By Mzati Nkolokosa
Now imagine this: you are appointed a minister, finance perhaps. Sworn in. First day in office.
The Secretary to Treasury (ST) welcomes you with three documents: one, the previous week’s economic market performance of nine pages; two, an African Development Bank (ADB) 60-page feedback to Malawi Government’s request for project financing; and, three, an IMF country report of 33 pages.
“These are the urgent matters,” says the ST. “There are secondary matters, also. I will bring them to your attention at your request.”
Where do you start from? Of course, you browse the documents: executive summary, findings, recommendations — and proposed actions from ST. But as minister, you have to act to achieve the goals of your president. So, action points have to be reviewed, somewhat.
What next? This is where social capital is required. And for Goodall Gondwe, he had a lot of social capital both at home and abroad, having spent decades working across the world.
He had a top score on global social network analysis, close to the centre. Goodall could call anyone in Malawi. He could freely call anyone or someone close to someone he needed outside Malawi.
Ken Lipenga, the gifted journalist and writer (and still academic), witnessed Goodall’s closeness to the centre of the global social network during a visit to IMF.
“The respect for my senior colleague among IMF officials, young and old and of all races, many of whom had pretty much been trained on the job by him, verged on near-worship,” recalls Lipenga on his Facebook.
Near-worship? Malawi was lucky to have Goodall. A minister who enjoyed such respect at IMF could, therefore, pick up his phone and call an IMF official, a World Bank official, or a finance minister in any part of the world.
“Hello,” he could say, “my name is Goodall Gondwe, Minister of Finance in Malawi.” His name would be better known than Malawi. We must be fair: Malawi benefited a lot from Goodall’s social capital across the world.

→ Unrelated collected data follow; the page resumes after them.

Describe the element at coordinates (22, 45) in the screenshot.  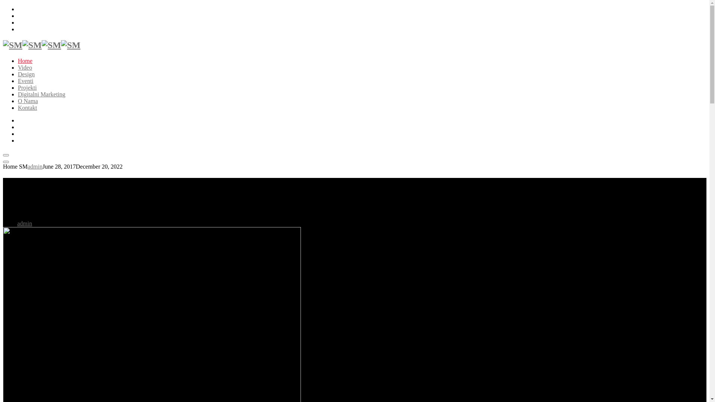
I see `SM` at that location.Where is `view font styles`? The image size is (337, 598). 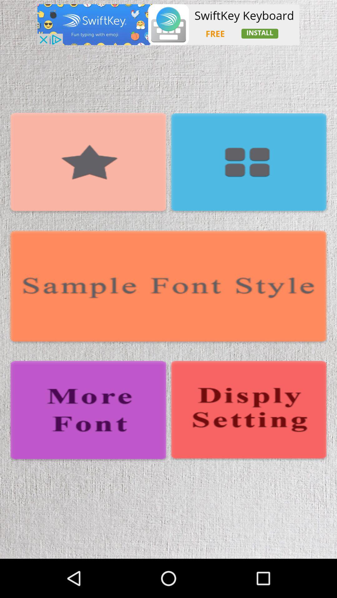 view font styles is located at coordinates (168, 288).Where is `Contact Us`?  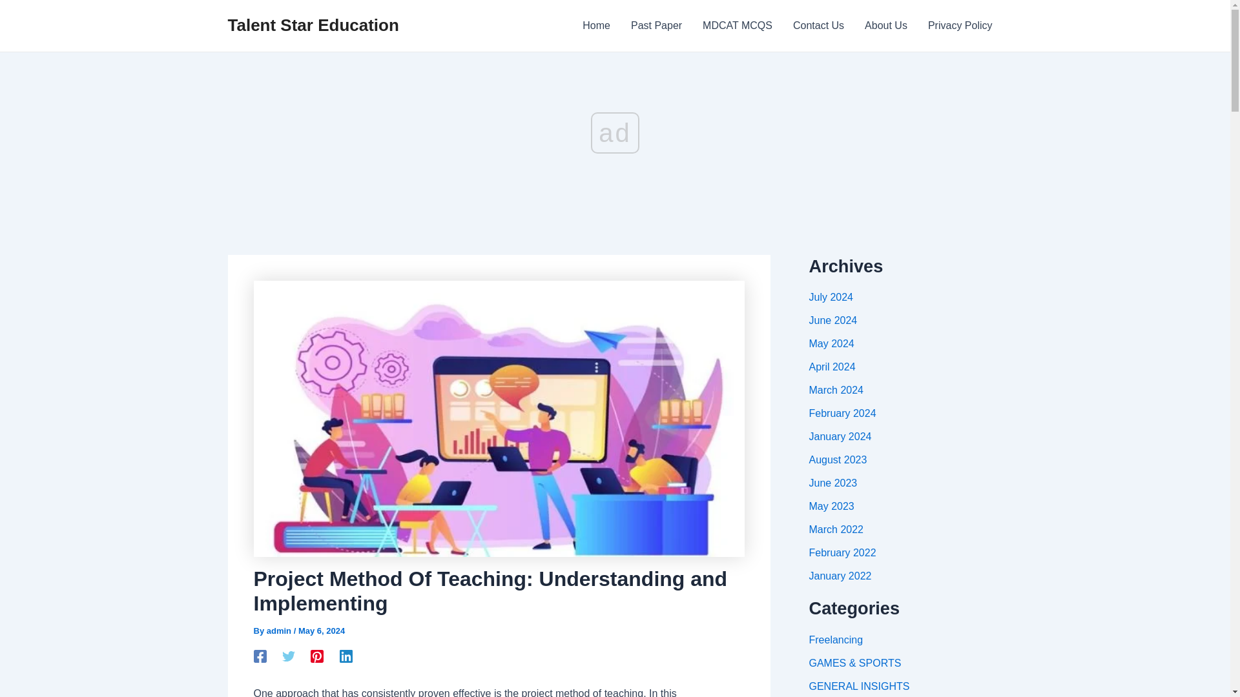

We can count few Malawian politicians with such a rich social capital, politicians who are close to the centre of global social network: Goodall, Peter Mutharika, George Chaponda, Dalitso Kabambe, the kind of politicians who can pick up a phone and call anyone or someone close to the world’s most important people. In that sense, such politicians are bigger than Malawi.
Goodall was bigger than Malawi. The rejection of this reality is one of our main challenges as a country. We want to treat all people equally. But that is unrealistic. We are on different spots on the global social network.
A global network analysis would reveal that most of us are on the peripherals. Goodall was close to the centre, directly and/or indirectly.
We love (don’t we?) the output of the European Premier League: great football, creative marketing, and huge salaries for players. But we hate the input: one of which, perhaps the greatest, is that players are treated differently, not equally. This is evident in the salaries of players.
Here in Malawi, we want to treat all players equally. We should learn to accept that some individuals are bigger than their institutions and we need to treat them as such. Mwawi Kumwenda is bigger than Malawi netball and she deserves to be treated as such. Professor Address Malata is bigger than the university that she is serving. She can pick up her phone and call anyone in her field from any part of the world.
Thom Mpinganjira is bigger than Malawi. He is close to the centre of global network of entrepreneurs. (You can add to the list.) That some people are bigger than Malawi is a reality that we reject, with a smile. Yet we accept exactly the same reality in EPL, where some players are treated according to reality: that they are bigger than their teams.
Perhaps the loss of Goodall, an economist who was greater than Malawi, provides an appropriate time to appreciate that some people are greater than institutions that made them or institutions that they serve.
The life and the work of Goodall teaches us that national economies have a way of behaving according to the personalities managing them.
This lesson should remind us that the office of president or minister demands social capital to benefit Malawi. Before we offer ourselves for the office of president or accepting a ministerial portfolio, we should examine ourselves: what is it that Malawi would benefit from me?
Likewise, before supporting a politician, we should ask ourselves the question: what social capital will he/she bring to office?